30.People
think sleepwalking is nothing but one of the fantastic things without any
explanation. Why?
A. It is so common that it needn’t be recorded.
B. Scientists take no interest in it.
C. Doctors don’t want to care about it.
D. No records about it have
been made.
H
Some people are lucky enough
to be born with a good sense of direction and even if they have only visited a
place once, they will be able to find it again years later.
I am one of those unfortunate
people who have poor sense of direction and I may have visited a place time after
time but I still get lost on my way there. When I was young I was so shy that I
never dared ask complete strangers the way and so I used to wander round in
circles and hope that by some chance I would get to the spot I was heading for.
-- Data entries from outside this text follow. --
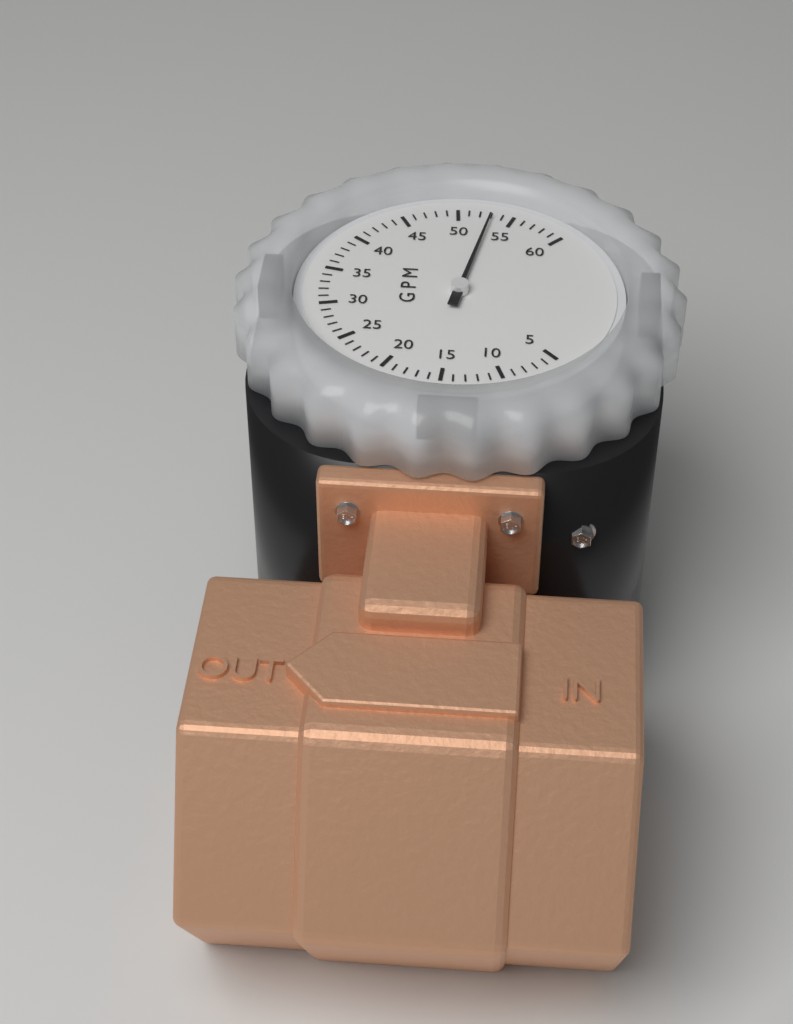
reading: 53 GPM
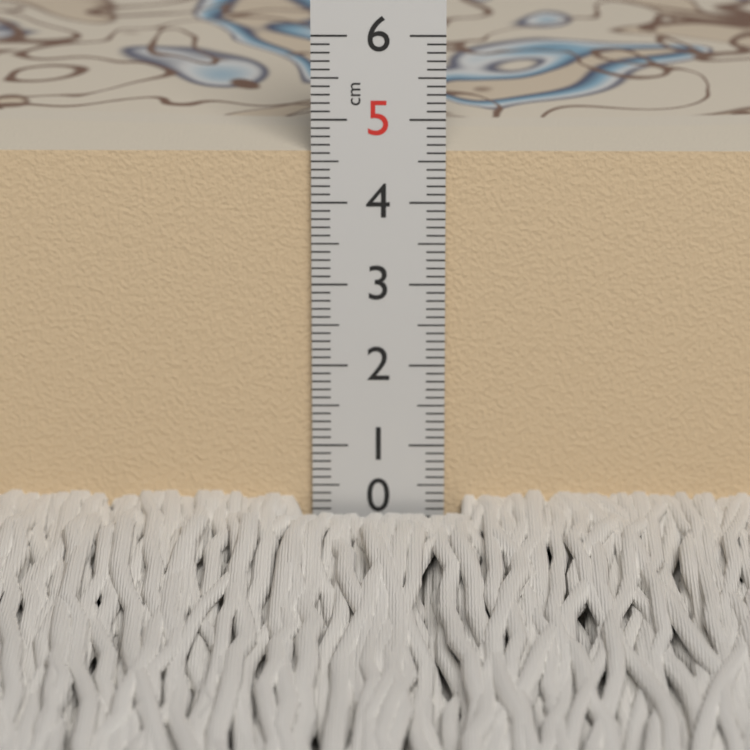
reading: 4.6 cm
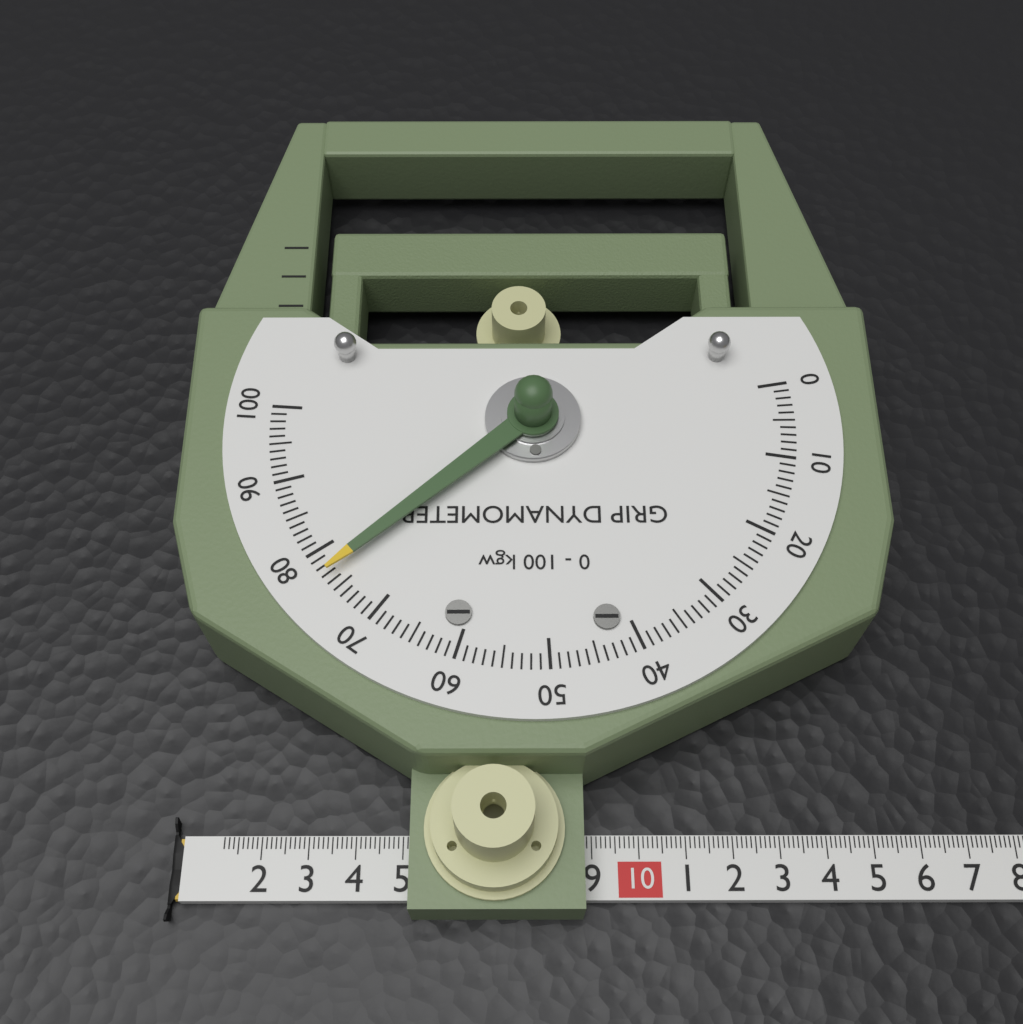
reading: 77 kgw
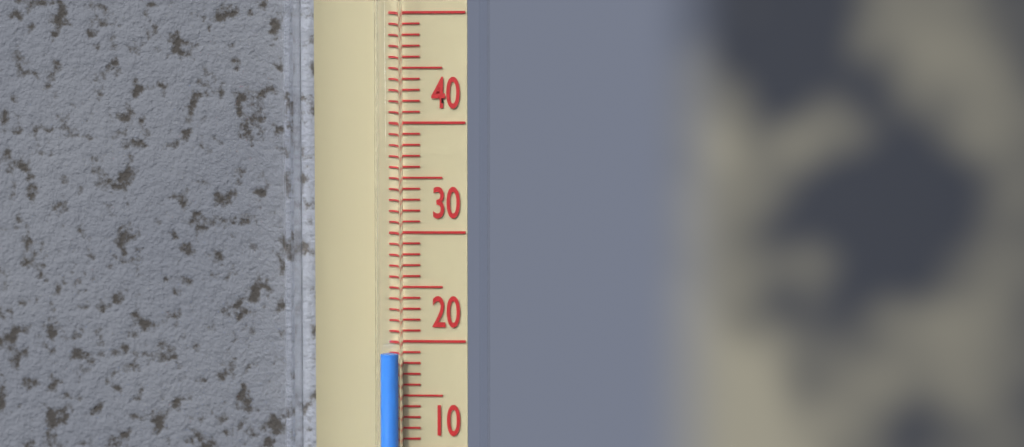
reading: 19 °C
I am no longer too shy to ask
people for direction, but I often receive replies that puzzle me. Often people
do not like to admit that they didn’t know their hometown and will insist on
telling you the way, even if they do not know it; others, who are anxious to
prove that they know their hometown very well, will give you a long list of
directions which you can not possibly hope to remember, and still others do not
seem to be able to tell between their left and their right and you find in the
end that you are going in the opposite direction to that in which you should be
going.
If anyone ever asks me the
way to somewhere, I always tell them I am a stranger to the town in order to
avoid giving them wrong direction but even this can have embarrassing results.
Once I was on my way to work
when I was stopped by a man who asked me if I would direct him the way to the Sunlight Building. I gave my usual reply, but I
had not walked on a few steps when I realized that he had asked for directions
to my office building. However, at this point, I decide it was too late to turn
back and search for him out of the crowd behind me as I was going to meet with
someone at the office and I did not want to keep him waiting.
Imagine my embarrassment when
my secretary showed in the very man who had asked for directions of my office
and his astonishment when he recognized me as the person he had asked.